The population calling model is for jointly calling germline variation in small cohorts of samples with known ploidy but unknown pedigree structure.

Usage#

Multiple samples from the same population, without pedigree information, can be called jointly:

$ octopus -R hs37d5.fa -I NA12878.bam NA12891.bam NA12892.bam

Joint calling samples may increase calling power, especially for low coverage sequencing.

Setting ploidies#

Octopus can currently joint call samples that have the same ploidies for all contigs. You can set ploidies with the --organism-ploidy (-P):

$ octopus -R hs37d5.fa -I haploid1.bam haploid2.bam haploid3.bam -P 1

and --contig-ploidies (-p) options

$ octopus -R hs37d5.fa -I NA12878.bam NA12891.bam NA12892.bam -p X=1

Octopus sets the organism ploidy to 2 by default and also sets chromosome Y to ploidy 1. X is left as two, so if your samples are all male, you could set -p X=1.
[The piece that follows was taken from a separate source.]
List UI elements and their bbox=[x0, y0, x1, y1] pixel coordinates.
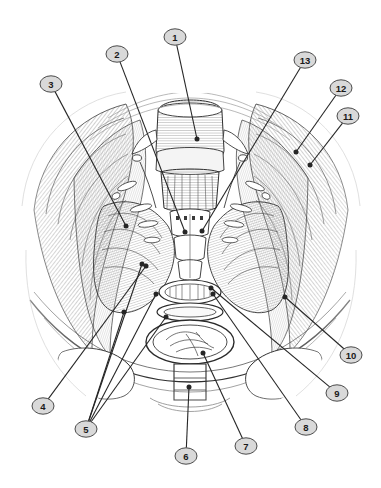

Performance considerations#

For joint calling, the single most important parameter which will determine performance is --max-genotype-combinations. This parameter determines the maximum number of joint genotype combinations that octopus can consider. The number of possibl genotype combinations at a given site is exponential in the number of samples, so this value will usually be significantly lower than the number of possible joint genotypes. Octopus will select the 'best' --max-genotype-combinations genotype combinations using approximation. Increasing this value may improve accuracy, but result in longer runtimes and memory use.

Calling large cohorts, and the n + 1 problem#

Joint calling many samples (> 10), especially high coverage ones, is computationally expensive. This is because true joint calling necessarily requires considering all possible genotypes for each sample, which grow approximately linearly with the number of samples (due to noise). The number of possible genotype combinations is also polynomial in the number of possible genotypes.
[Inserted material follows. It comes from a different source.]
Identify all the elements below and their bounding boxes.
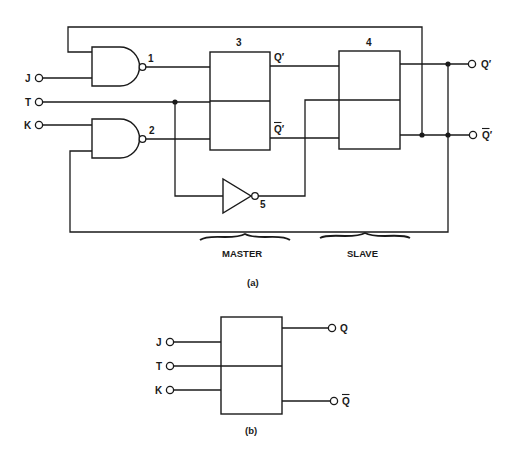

There is also the so-called 'n + 1 problem' of adding an extra sample to a cohort already jointly called. Ideally this would be done cheaply rather than having to recall all samples again. Other methods have addressed this problem by individually calling all samples, then jointly calling all samples by evaluating previously computed genotype likelihoods under a joint model. However, this approach will never correctly call cases where a true allele was not proposed for a specific individual (since no genotype likelihood will be computed). This method also suffers the same 'representation problems' as typical merge procedures as it does not consider haplotypes.
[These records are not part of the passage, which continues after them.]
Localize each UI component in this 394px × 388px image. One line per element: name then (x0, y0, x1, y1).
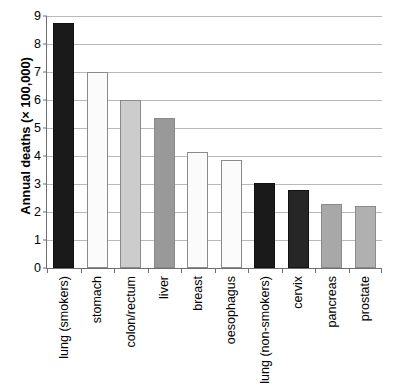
y-tick-label: 1 (34, 233, 41, 247)
plot-area: 0123456789 (47, 16, 382, 268)
x-label-slot: lung (non-smokers) (248, 276, 282, 388)
bar-slot (181, 16, 215, 268)
x-axis-label: pancreas (326, 276, 339, 327)
bar[interactable] (187, 152, 208, 268)
bar[interactable] (120, 100, 141, 268)
x-label-slot: cervix (282, 276, 316, 388)
x-label-slot: liver (148, 276, 182, 388)
x-axis-label: prostate (359, 276, 372, 321)
y-tick-label: 9 (34, 9, 41, 23)
bar[interactable] (254, 183, 275, 268)
x-label-slot: prostate (349, 276, 383, 388)
bar-slot (349, 16, 383, 268)
x-tick-mark (181, 268, 182, 273)
x-tick-mark (282, 268, 283, 273)
x-tick-mark (215, 268, 216, 273)
x-axis-label: lung (smokers) (58, 276, 71, 359)
x-tick-mark (248, 268, 249, 273)
bars-container (47, 16, 382, 268)
x-tick-mark (114, 268, 115, 273)
x-label-slot: breast (181, 276, 215, 388)
bar-slot (47, 16, 81, 268)
x-axis-label: cervix (292, 276, 305, 309)
y-tick-label: 3 (34, 177, 41, 191)
y-tick-label: 4 (34, 149, 41, 163)
y-tick-label: 0 (34, 261, 41, 275)
x-label-slot: stomach (81, 276, 115, 388)
bar-slot (248, 16, 282, 268)
bar[interactable] (288, 190, 309, 268)
x-axis-label: liver (158, 276, 171, 299)
bar-slot (148, 16, 182, 268)
bar-slot (215, 16, 249, 268)
x-tick-mark (148, 268, 149, 273)
bar-slot (114, 16, 148, 268)
x-axis-label: lung (non-smokers) (259, 276, 272, 384)
bar-slot (282, 16, 316, 268)
x-label-slot: pancreas (315, 276, 349, 388)
x-label-slot: lung (smokers) (47, 276, 81, 388)
bar-chart: Annual deaths (× 100,000) 0123456789 lun… (0, 0, 394, 388)
x-tick-mark (47, 268, 48, 273)
bar-slot (81, 16, 115, 268)
bar[interactable] (355, 206, 376, 268)
x-axis-labels: lung (smokers)stomachcolon/rectumliverbr… (47, 276, 382, 388)
y-tick-label: 8 (34, 37, 41, 51)
x-axis-label: oesophagus (225, 276, 238, 344)
x-label-slot: colon/rectum (114, 276, 148, 388)
bar[interactable] (321, 204, 342, 268)
bar[interactable] (87, 72, 108, 268)
x-label-slot: oesophagus (215, 276, 249, 388)
bar-slot (315, 16, 349, 268)
y-tick-label: 2 (34, 205, 41, 219)
y-tick-label: 6 (34, 93, 41, 107)
x-tick-mark (81, 268, 82, 273)
bar[interactable] (221, 160, 242, 268)
x-axis-label: stomach (91, 276, 104, 323)
x-tick-mark (381, 268, 382, 273)
bar[interactable] (53, 23, 74, 268)
x-axis-label: breast (192, 276, 205, 311)
y-axis-title: Annual deaths (× 100,000) (14, 2, 36, 270)
x-tick-mark (349, 268, 350, 273)
bar[interactable] (154, 118, 175, 268)
x-axis-label: colon/rectum (125, 276, 138, 348)
y-tick-label: 5 (34, 121, 41, 135)
x-tick-mark (315, 268, 316, 273)
y-tick-label: 7 (34, 65, 41, 79)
Although octopus does not specifically address the n + 1 problem, we suggest a procedure for jointly calling many samples:

  1. Call each sample individually.
  2. Group the samples into small subsets (< 20), joint call these using only the variants called previously.
  3. Repeat step 2 until there is only one group left (containing all samples).

Adding another sample is achieved in a similar way:

  1. Call the new sample individually.
  2. Joint call all samples using the variants called in previous joint calling and the new sample.

The reason these procedures is cheaper than joint calling de-novo is the number of candidate alleles is likely significantly reduced as most noise should be removed during individual calling.

For example, three samples could be jointly called with this procedure as follows:

$ octopus -R hs37d5.fa -I NA12878.bam -o octopus.NA12878.bcf
$ octopus -R hs37d5.fa -I NA12891.bam -o octopus.NA12891.bcf
$ octopus -R hs37d5.fa -I NA12892.bam -o octopus.NA12892.bcf
$ octopus -R hs37d5.fa -I NA12892.bam NA12891.bam NA12892.bam \
--disable-denovo-variant-discovery \
-c octopus.NA12878.bcf octopus.NA12891.bcf octopus.NA12892.bcf \
-o octopus.joint.bcf

Note the last step disables candidate generation from raw alignments (-g) and local reassembly (-a), and only uses provided source variants (-c).